Times Colonist

Kong flick Apocalypse Now with monsters

Director is having too much fun to worry about absurditie­s of latest reboot’s script

- JKAE COYLE

Kong: Skull Island Where: Cineplex Odeon Victoria, Landmark Cinemas University Heights, Cineplex Odeon Westshore, SilverCity Imax, Star Starring: Tom Hiddleston, Samuel L. Jackson, John Goodman and Brie Larson Directed by: Jordan Vogt-Roberts Parental advisory: 14A Rating: Two stars out of four

Not since Marlon Brando in Apocalypse Now murmured of “the horror” has such a brooding beast lurked deep within a warravaged jungle as the King Kong of Kong: Skull Island.

Yes, the big ape is back, this time with a rollicking Vietnam War backdrop and the Creedence Clearwater-thumping soundtrack to match. The year is 1973, Nixon is pulling troops out of Vietnam and American explorer Bill Randa (John Goodman) has convinced a senator (Richard Jenkins) to bankroll a quick expedition on the way out to an uncharted South Pacific island where “myth and science meet.”

Unlike Brando’s Colonel Kurtz, we don’t have to wait very long for our errand boys — a cobbledtog­ether team led by Lieutenant Colonel Packard (Samuel L. Jackson) — to encounter Kong on the exotic island. No sooner has their swarm of helicopter­s penetrated the island’s permanentl­y stormy perimeter than is Kong swatting them away like flies, and the soldiers —fresh off the failed war — yet again find themselves in a gruesome quagmire.

What’s a gorilla got to do with Vietnam? Well, that’s the 800-pound metaphor in the room.

Kong: Skull Island is the latest in a long line of reboots going back to the 1933 original. The disappoint­ment of Peter Jackson’s lavish, but bloated, 2005 attempt pushed producers to explore some other kind of evolution for the chest-pounding primate. Director Jordan Vogt-Roberts (whose only previous feature was the indie comedy The Kings of Summer) has uprooted the tale from its imperialis­t origins (beware of what you plunder abroad) and commission­ed Kong as a stand-in for the folly of Vietnam.

The shift, which follows a brief Second World War preamble, gives Kong: Skull Island a strange and surreal energy. An Apocalypse Now with monsters is about as bizarre a fit as you’d expect. It is, at least, not the cookie-cutter monster movie it might have been, and Vogt-Roberts — who fills his movie with napalm gas, a chattering Nixon bobble head and fireballs in dense jungles — gleefully plunges into his cartoonish, digitally rendered heart of darkness.

The result is at turns grim and goofy. Kong: Skull Island, penned by Dan Gilroy, Max Borenstein and Derek Connolly, is never quite sure which it wants to be, but Vogt-Roberts is having too much fun to care.

The team includes a British ex-spy (Tom Hiddleston, who tries to do little beyond handsomely smoulder through the film), a self-described “anti-war” photojourn­alist (Brie Larson, mostly just running with the pack and, later, catching Kong’s eye), and a handful of Vietnam vets under Packard’s command.

The island, shot in Hawaii, is a verdant, mountainou­s paradise filled with not just Kong, but other gargantuan creatures — a giant octopus, a long-legged spider — and, it turns out, John C. Reilly. He pops up as Hank Marlow, a Second World War pilot downed on Skull Island decades earlier, whose long years there have left him a little nutty.

There’s something here about the tragic sacrifices and wasted heroism of soldiers, used as pawns against the wrong foes. Jackson’s Packard — a bloodthirs­ty cowboy who wants to stay in the rodeo — takes the mission as a happy reprieve from the peace time he fears, but his infantry men wish they could just go home.

Whereas Reilly’s instinct is to lean into the movie’s absurditie­s, Jackson (in fine, full-throated form) solemnly readies for a mano-a-mano showdown with Kong. By then, it has turned out that Kong isn’t the real enemy, but Packard is undeterred. When others want to call in the cavalry, he glowers: “I am the cavalry!”

Ultimately, the film’s Vietnam setting is less about warfare and history than finding an intoxicati­ng canvas for a pretty old story. Kong: Skull Island is more about the monster clashes and, as the post-credit clip (a true commercial) proves, setting up future installmen­ts. A wider kaiju-verse is planned.

King Kong, like many before him, has merely been drafted into a war not of his choosing.

 ?? WARNER BROS. PICTURES ?? Tom Hiddleston and Brie Larson in Kong: Skull Island.
WARNER BROS. PICTURES Tom Hiddleston and Brie Larson in Kong: Skull Island.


Exercise brief: Repeat all the data that appears below, keeping it exact.

(Extracted entries Opens)

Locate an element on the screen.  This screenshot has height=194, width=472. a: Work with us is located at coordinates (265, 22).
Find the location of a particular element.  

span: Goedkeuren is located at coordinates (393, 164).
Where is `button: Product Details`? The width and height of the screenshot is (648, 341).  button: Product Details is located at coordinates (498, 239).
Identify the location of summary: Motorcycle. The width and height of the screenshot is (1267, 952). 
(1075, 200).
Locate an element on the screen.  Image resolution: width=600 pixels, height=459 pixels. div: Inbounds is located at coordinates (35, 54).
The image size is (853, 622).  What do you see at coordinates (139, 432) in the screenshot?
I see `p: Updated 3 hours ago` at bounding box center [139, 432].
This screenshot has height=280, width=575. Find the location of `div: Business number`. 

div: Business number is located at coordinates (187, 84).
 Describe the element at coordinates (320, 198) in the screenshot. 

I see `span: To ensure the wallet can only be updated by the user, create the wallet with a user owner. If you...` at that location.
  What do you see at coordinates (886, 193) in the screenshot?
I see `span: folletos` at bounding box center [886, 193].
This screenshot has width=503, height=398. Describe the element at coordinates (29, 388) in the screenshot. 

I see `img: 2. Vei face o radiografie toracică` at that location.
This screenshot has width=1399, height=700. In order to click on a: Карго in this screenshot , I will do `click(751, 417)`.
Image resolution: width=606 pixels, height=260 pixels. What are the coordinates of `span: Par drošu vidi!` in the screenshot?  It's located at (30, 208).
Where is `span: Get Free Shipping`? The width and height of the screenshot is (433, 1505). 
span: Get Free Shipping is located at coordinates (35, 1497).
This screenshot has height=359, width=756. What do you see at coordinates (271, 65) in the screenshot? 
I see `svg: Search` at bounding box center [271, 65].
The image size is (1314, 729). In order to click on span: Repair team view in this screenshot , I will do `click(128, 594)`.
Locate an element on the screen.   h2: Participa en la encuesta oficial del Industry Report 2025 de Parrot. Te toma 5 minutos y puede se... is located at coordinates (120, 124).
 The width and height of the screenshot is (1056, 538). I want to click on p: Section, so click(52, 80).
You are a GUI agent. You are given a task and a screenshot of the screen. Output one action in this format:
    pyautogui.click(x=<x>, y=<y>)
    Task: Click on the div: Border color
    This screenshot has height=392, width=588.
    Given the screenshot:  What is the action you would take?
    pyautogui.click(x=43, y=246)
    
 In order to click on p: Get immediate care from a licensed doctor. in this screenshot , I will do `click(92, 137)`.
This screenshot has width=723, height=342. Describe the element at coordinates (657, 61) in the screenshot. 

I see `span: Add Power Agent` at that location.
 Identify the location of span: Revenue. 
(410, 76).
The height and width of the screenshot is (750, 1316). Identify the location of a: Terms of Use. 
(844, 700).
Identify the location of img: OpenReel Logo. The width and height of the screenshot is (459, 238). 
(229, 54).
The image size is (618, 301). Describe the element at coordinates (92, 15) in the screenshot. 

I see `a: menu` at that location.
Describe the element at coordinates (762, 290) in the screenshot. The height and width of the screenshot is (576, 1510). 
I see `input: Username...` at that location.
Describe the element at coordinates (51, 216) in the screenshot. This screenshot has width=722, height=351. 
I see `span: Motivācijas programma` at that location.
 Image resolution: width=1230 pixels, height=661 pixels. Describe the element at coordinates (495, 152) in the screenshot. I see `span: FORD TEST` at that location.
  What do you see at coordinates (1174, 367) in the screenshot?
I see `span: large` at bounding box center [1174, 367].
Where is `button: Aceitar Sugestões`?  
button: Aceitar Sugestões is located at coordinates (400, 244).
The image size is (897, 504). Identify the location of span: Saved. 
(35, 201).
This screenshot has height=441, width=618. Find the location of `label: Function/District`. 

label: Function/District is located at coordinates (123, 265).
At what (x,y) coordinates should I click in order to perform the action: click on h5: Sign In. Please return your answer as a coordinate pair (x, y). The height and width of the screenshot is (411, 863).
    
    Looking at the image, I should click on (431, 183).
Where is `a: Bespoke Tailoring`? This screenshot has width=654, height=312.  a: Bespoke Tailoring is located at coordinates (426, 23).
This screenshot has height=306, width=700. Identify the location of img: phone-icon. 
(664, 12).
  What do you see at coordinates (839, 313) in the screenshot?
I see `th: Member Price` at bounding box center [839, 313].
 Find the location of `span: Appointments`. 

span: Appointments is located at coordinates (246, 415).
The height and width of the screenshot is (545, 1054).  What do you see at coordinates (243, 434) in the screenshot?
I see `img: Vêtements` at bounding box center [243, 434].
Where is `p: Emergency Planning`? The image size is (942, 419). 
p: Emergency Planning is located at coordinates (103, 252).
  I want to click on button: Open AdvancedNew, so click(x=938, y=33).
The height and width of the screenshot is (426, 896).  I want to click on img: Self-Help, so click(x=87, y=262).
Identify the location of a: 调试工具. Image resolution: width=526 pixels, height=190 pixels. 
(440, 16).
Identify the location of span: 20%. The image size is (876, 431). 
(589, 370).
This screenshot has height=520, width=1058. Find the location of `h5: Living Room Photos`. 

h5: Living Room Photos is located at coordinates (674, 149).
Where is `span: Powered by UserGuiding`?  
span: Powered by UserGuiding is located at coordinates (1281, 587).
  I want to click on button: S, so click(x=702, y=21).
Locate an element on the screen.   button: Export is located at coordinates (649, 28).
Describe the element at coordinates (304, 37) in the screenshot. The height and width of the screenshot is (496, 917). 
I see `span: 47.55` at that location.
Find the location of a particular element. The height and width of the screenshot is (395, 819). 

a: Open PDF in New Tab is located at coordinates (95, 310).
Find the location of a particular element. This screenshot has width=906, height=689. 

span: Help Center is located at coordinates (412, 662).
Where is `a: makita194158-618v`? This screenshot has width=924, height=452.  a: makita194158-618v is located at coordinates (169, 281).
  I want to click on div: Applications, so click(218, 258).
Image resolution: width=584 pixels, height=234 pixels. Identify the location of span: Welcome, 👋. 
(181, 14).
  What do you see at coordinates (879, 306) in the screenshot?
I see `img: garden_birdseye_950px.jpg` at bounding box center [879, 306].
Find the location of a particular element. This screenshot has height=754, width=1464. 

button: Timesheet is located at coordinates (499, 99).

(Extracted entries Closes)

Exercise response:
Locate an element on the screen.  This screenshot has height=194, width=472. a: Work with us is located at coordinates (265, 22).
Find the location of a particular element.  

span: Goedkeuren is located at coordinates (393, 164).
Where is `button: Product Details`? The width and height of the screenshot is (648, 341).  button: Product Details is located at coordinates (498, 239).
Identify the location of summary: Motorcycle. The width and height of the screenshot is (1267, 952). 
(1075, 200).
Locate an element on the screen.  Image resolution: width=600 pixels, height=459 pixels. div: Inbounds is located at coordinates (35, 54).
The image size is (853, 622).  What do you see at coordinates (139, 432) in the screenshot?
I see `p: Updated 3 hours ago` at bounding box center [139, 432].
This screenshot has height=280, width=575. Find the location of `div: Business number`. 

div: Business number is located at coordinates (187, 84).
 Describe the element at coordinates (320, 198) in the screenshot. 

I see `span: To ensure the wallet can only be updated by the user, create the wallet with a user owner. If you...` at that location.
  What do you see at coordinates (886, 193) in the screenshot?
I see `span: folletos` at bounding box center [886, 193].
This screenshot has width=503, height=398. Describe the element at coordinates (29, 388) in the screenshot. 

I see `img: 2. Vei face o radiografie toracică` at that location.
This screenshot has width=1399, height=700. In order to click on a: Карго in this screenshot , I will do `click(751, 417)`.
Image resolution: width=606 pixels, height=260 pixels. What are the coordinates of `span: Par drošu vidi!` in the screenshot?  It's located at (30, 208).
Where is `span: Get Free Shipping`? The width and height of the screenshot is (433, 1505). 
span: Get Free Shipping is located at coordinates (35, 1497).
This screenshot has height=359, width=756. What do you see at coordinates (271, 65) in the screenshot? 
I see `svg: Search` at bounding box center [271, 65].
The image size is (1314, 729). In order to click on span: Repair team view in this screenshot , I will do `click(128, 594)`.
Locate an element on the screen.   h2: Participa en la encuesta oficial del Industry Report 2025 de Parrot. Te toma 5 minutos y puede se... is located at coordinates (120, 124).
 The width and height of the screenshot is (1056, 538). I want to click on p: Section, so click(52, 80).
You are a GUI agent. You are given a task and a screenshot of the screen. Output one action in this format:
    pyautogui.click(x=<x>, y=<y>)
    Task: Click on the div: Border color
    This screenshot has height=392, width=588.
    Given the screenshot:  What is the action you would take?
    pyautogui.click(x=43, y=246)
    
 In order to click on p: Get immediate care from a licensed doctor. in this screenshot , I will do `click(92, 137)`.
This screenshot has width=723, height=342. Describe the element at coordinates (657, 61) in the screenshot. 

I see `span: Add Power Agent` at that location.
 Identify the location of span: Revenue. 
(410, 76).
The height and width of the screenshot is (750, 1316). Identify the location of a: Terms of Use. 
(844, 700).
Identify the location of img: OpenReel Logo. The width and height of the screenshot is (459, 238). 
(229, 54).
The image size is (618, 301). Describe the element at coordinates (92, 15) in the screenshot. 

I see `a: menu` at that location.
Describe the element at coordinates (762, 290) in the screenshot. The height and width of the screenshot is (576, 1510). 
I see `input: Username...` at that location.
Describe the element at coordinates (51, 216) in the screenshot. This screenshot has width=722, height=351. 
I see `span: Motivācijas programma` at that location.
 Image resolution: width=1230 pixels, height=661 pixels. Describe the element at coordinates (495, 152) in the screenshot. I see `span: FORD TEST` at that location.
  What do you see at coordinates (1174, 367) in the screenshot?
I see `span: large` at bounding box center [1174, 367].
Where is `button: Aceitar Sugestões`?  
button: Aceitar Sugestões is located at coordinates (400, 244).
The image size is (897, 504). Identify the location of span: Saved. 
(35, 201).
This screenshot has height=441, width=618. Find the location of `label: Function/District`. 

label: Function/District is located at coordinates (123, 265).
At what (x,y) coordinates should I click in order to perform the action: click on h5: Sign In. Please return your answer as a coordinate pair (x, y). The height and width of the screenshot is (411, 863).
    
    Looking at the image, I should click on (431, 183).
Where is `a: Bespoke Tailoring`? This screenshot has width=654, height=312.  a: Bespoke Tailoring is located at coordinates (426, 23).
This screenshot has height=306, width=700. Identify the location of img: phone-icon. 
(664, 12).
  What do you see at coordinates (839, 313) in the screenshot?
I see `th: Member Price` at bounding box center [839, 313].
 Find the location of `span: Appointments`. 

span: Appointments is located at coordinates (246, 415).
The height and width of the screenshot is (545, 1054).  What do you see at coordinates (243, 434) in the screenshot?
I see `img: Vêtements` at bounding box center [243, 434].
Where is `p: Emergency Planning`? The image size is (942, 419). 
p: Emergency Planning is located at coordinates (103, 252).
  I want to click on button: Open AdvancedNew, so click(x=938, y=33).
The height and width of the screenshot is (426, 896).  I want to click on img: Self-Help, so click(x=87, y=262).
Identify the location of a: 调试工具. Image resolution: width=526 pixels, height=190 pixels. 
(440, 16).
Identify the location of span: 20%. The image size is (876, 431). 
(589, 370).
This screenshot has height=520, width=1058. Find the location of `h5: Living Room Photos`. 

h5: Living Room Photos is located at coordinates (674, 149).
Where is `span: Powered by UserGuiding`?  
span: Powered by UserGuiding is located at coordinates (1281, 587).
  I want to click on button: S, so click(x=702, y=21).
Locate an element on the screen.   button: Export is located at coordinates (649, 28).
Describe the element at coordinates (304, 37) in the screenshot. The height and width of the screenshot is (496, 917). 
I see `span: 47.55` at that location.
Find the location of a particular element. The height and width of the screenshot is (395, 819). 

a: Open PDF in New Tab is located at coordinates (95, 310).
Find the location of a particular element. This screenshot has width=906, height=689. 

span: Help Center is located at coordinates (412, 662).
Where is `a: makita194158-618v`? This screenshot has width=924, height=452.  a: makita194158-618v is located at coordinates (169, 281).
  I want to click on div: Applications, so click(218, 258).
Image resolution: width=584 pixels, height=234 pixels. Identify the location of span: Welcome, 👋. 
(181, 14).
  What do you see at coordinates (879, 306) in the screenshot?
I see `img: garden_birdseye_950px.jpg` at bounding box center [879, 306].
Find the location of a particular element. This screenshot has height=754, width=1464. 

button: Timesheet is located at coordinates (499, 99).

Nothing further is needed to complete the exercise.